In December, you don’t expect to see buds or blooms, but the beaked hazels (Corylus cornuta) and the red alders (Alnus rubra) had catkins breaking out and already showy.
My favorite plants in this native plant nirvana were the sword ferns that carpeted acres of land under those tall conifers. They looked perfectly natural in that setting and provided a luxurious understory in dry shade.

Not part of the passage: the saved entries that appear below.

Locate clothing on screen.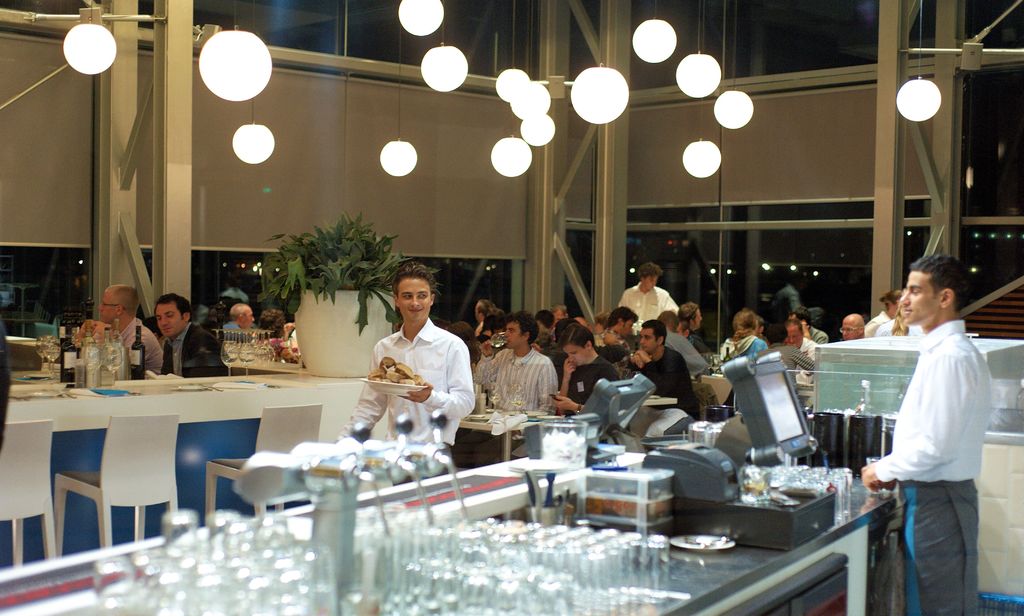
On screen at 619, 284, 676, 323.
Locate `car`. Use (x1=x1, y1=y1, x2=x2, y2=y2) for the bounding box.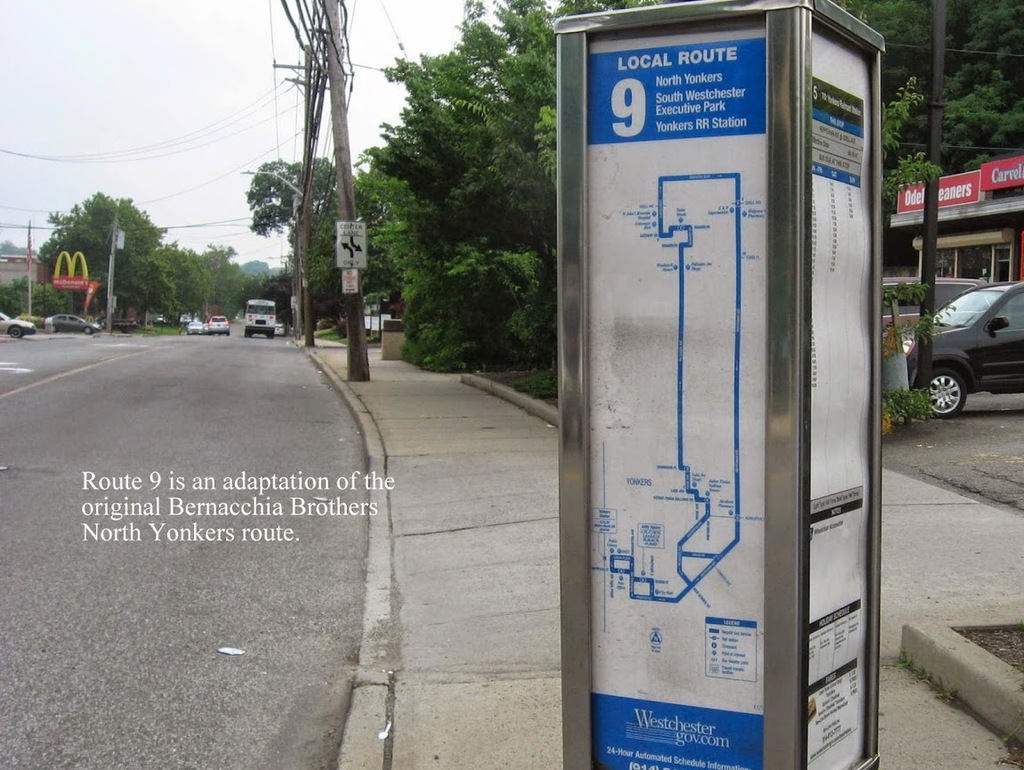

Ferns are not prioritized as a major food web plant in the books I’ve read about restoration, but they aren’t completely lacking in their food web contributions. And it seems likely that more insects and animals use ferns than even scientists know about. It seems unlikely that plants could evolve so successfully without having hungry bugs and critters evolving right alongside to eat all those luscious fronds. I did some digging and found out that deer, rabbits, and insects do eat sword fern leaves. Interestingly, creatures eat fern spores, including mice, birds, and bats! What amazing, useful plants!